- Prof. Jean Dreze
Quite likely, someone will be knocking at your door a few weeks from now and asking for your fingerprints. If you agree, your fingerprints will enter a national database, along with personal characteristics (age, sex, occupation, and so on) that have already been collected from you, unless you were missed in the “Census household listing” earlier this year.
The purpose of this exercise is to build the National Population Register (NPR). In due course, your UID (Unique Identity Number, or “Aadhaar”) will be added to it. This will make it possible to link the NPR with other Aadhaar-enabled databases, from tax returns to bank records and SIM registers. This includes the Home Ministry’s NATGRID, smoothly linking 21 national databases.
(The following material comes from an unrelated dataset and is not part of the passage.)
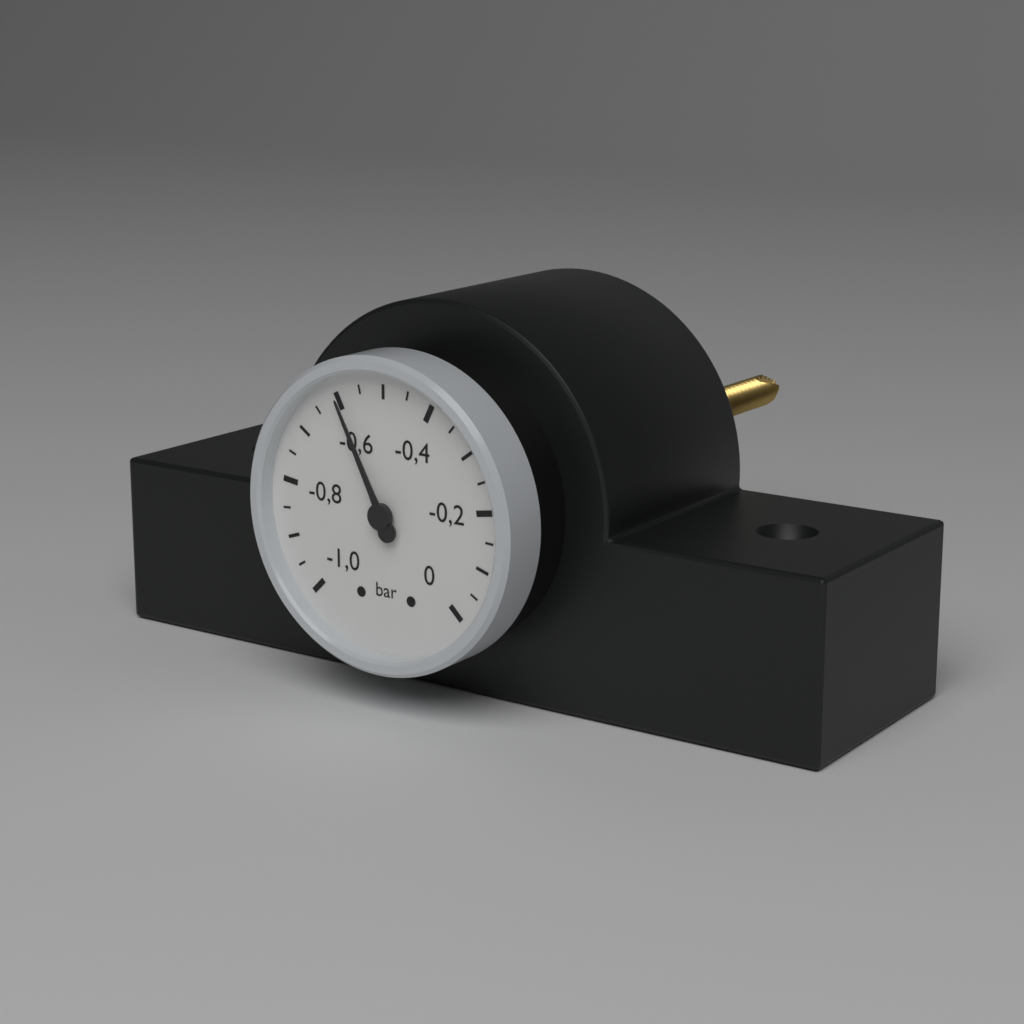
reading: -0.60 bar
For intelligence agencies, this is a dream. Imagine, everyone’s fingerprints at the click of a mouse, that too with demographic information and all the rest! Should any suspicious person book a flight, or use a cybercafé, or any of the services that will soon require an Aadhaar number, she will be on their radar. If, say, Arundhati Roy makes another trip to Dantewada, she will be picked up on arrival like a ripe plum. Fantastic!
So, when the Unique Identification Authority of India (UIDAI) tells us that the UID data (the “Central Identities Data Repository”) will be safe and confidential, it is a half-truth. The confidentiality of the Repository itself is not a minor issue, considering that UIDAI can authorize “any entity” to maintain it, and that it can be accessed not only by intelligence agencies but also by any Ministry. But more importantly, the UID will help to integrate vast amounts of personal data, available to government agencies with few restrictions.